We need to take to hear the call to courage and conviction.  The courage to take a stand, to stand up for what is right.

But it is from this kind of story too that Jewish people have also learned to live with another culture.

The final three verses of a very short chapter 10 tell us what happened to Mordecai.

The ability to take your stand, stand up for what you believe and walk with a culture this is a message for us to take to heart.

10King Ahasuerus laid tribute on the land and on the islands of the sea. 2All the acts of his power and might, and the full account of the high honour of Mordecai, to which the king advanced him, are they not written in the annals of the kings of Media and Persia? 3For Mordecai the Jew was next in rank to King Ahasuerus, and he was powerful among the Jews and popular with his many kindred, for he sought the good of his people and interceded for the welfare of all his descendants.

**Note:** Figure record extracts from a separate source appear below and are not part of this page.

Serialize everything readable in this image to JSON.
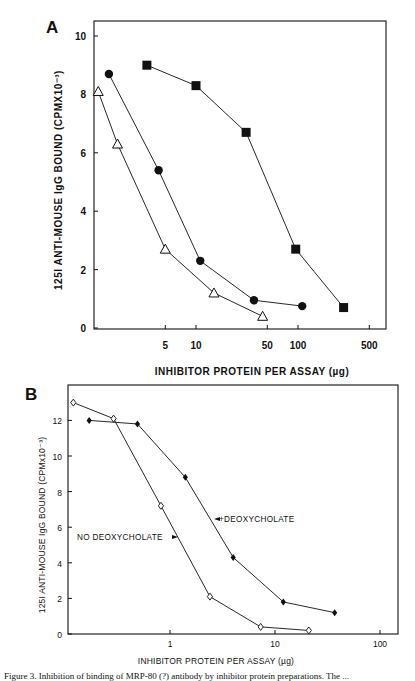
{
  "panels": {
    "a": {
      "letter": "A"
    },
    "b": {
      "letter": "B"
    }
  },
  "caption": "Figure 3. Inhibition of binding of MRP-80 (?) antibody by inhibitor protein preparations. The ...",
  "chart_data": [
    {
      "id": "A",
      "type": "line",
      "title": "",
      "xlabel": "INHIBITOR  PROTEIN  PER  ASSAY  (µg)",
      "ylabel": "125I  ANTI-MOUSE  IgG  BOUND  (CPMX10⁻³)",
      "xscale": "log",
      "xlim": [
        1,
        700
      ],
      "ylim": [
        0,
        10.5
      ],
      "xticks": [
        5,
        10,
        50,
        100,
        500
      ],
      "xtick_labels": [
        "5",
        "10",
        "50",
        "100",
        "500"
      ],
      "yticks": [
        0,
        2,
        4,
        6,
        8,
        10
      ],
      "ytick_labels": [
        "0",
        "2",
        "4",
        "6",
        "8",
        "10"
      ],
      "grid": false,
      "series": [
        {
          "name": "open triangles",
          "marker": "triangle-open",
          "x": [
            1.1,
            1.7,
            5.0,
            15,
            45
          ],
          "y": [
            8.1,
            6.3,
            2.7,
            1.2,
            0.4
          ]
        },
        {
          "name": "filled circles",
          "marker": "circle-filled",
          "x": [
            1.4,
            4.3,
            11,
            37,
            110
          ],
          "y": [
            8.7,
            5.4,
            2.3,
            0.95,
            0.75
          ]
        },
        {
          "name": "filled squares",
          "marker": "square-filled",
          "x": [
            3.3,
            10,
            31,
            95,
            280
          ],
          "y": [
            9.0,
            8.3,
            6.7,
            2.7,
            0.7
          ]
        }
      ]
    },
    {
      "id": "B",
      "type": "line",
      "title": "",
      "xlabel": "INHIBITOR PROTEIN PER ASSAY (µg)",
      "ylabel": "125I ANTI-MOUSE IgG BOUND (CPMx10⁻³)",
      "xscale": "log",
      "xlim": [
        0.1,
        160
      ],
      "ylim": [
        0,
        14
      ],
      "xticks": [
        1,
        10,
        100
      ],
      "xtick_labels": [
        "1",
        "10",
        "100"
      ],
      "yticks": [
        0,
        2,
        4,
        6,
        8,
        10,
        12
      ],
      "ytick_labels": [
        "0",
        "2",
        "4",
        "6",
        "8",
        "10",
        "12"
      ],
      "grid": false,
      "annotations": [
        {
          "text": "NO DEOXYCHOLATE",
          "arrow": "right"
        },
        {
          "text": "+DEOXYCHOLATE",
          "arrow": "left"
        }
      ],
      "series": [
        {
          "name": "NO DEOXYCHOLATE",
          "marker": "diamond-open",
          "x": [
            0.12,
            0.29,
            0.82,
            2.4,
            7.3,
            21
          ],
          "y": [
            13.0,
            12.1,
            7.2,
            2.1,
            0.4,
            0.2
          ]
        },
        {
          "name": "+DEOXYCHOLATE",
          "marker": "diamond-filled",
          "x": [
            0.17,
            0.49,
            1.4,
            4.0,
            12,
            37
          ],
          "y": [
            12.0,
            11.8,
            8.8,
            4.3,
            1.8,
            1.2
          ]
        }
      ]
    }
  ]
}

Where are we in our society?

Some would have us believe – among them George Carey, that we face this kind of persecution in our society.

I do not believe that to be the case.

There are societies where Christian people face this kind of persecution.  We need to be supportive of them and not keep silent but speak out.

But this is not a society where there is such persecution.  We must speak out, we must have the courage of our convictions. 

As Mordecai ‘sought out the good of his people and interceded for their welfare’ so too must we.

But we need also to work with what can be an alien and even a hostile culture and make it work for what is right and for what is just.

You could also argue that we have the opportunity often in our society to be as Mordecai ended up – and play our part within that society to shape it in the way it should be.  In a month when the Government has promised matched funding for all we raise in Christian Aid week as a way of using development aid we should rejoice at that and make the most of the opportunity it presents.  While at the same time taking a stand for the justice that is at the heart of our faith in our society too.

We must look to the Jesus who said,

46I have come as light into the world, so that everyone who believes in me should not remain in the darkness. 47I do not judge anyone who hears my words and does not keep them, for I came not to judge the world, but to save the world.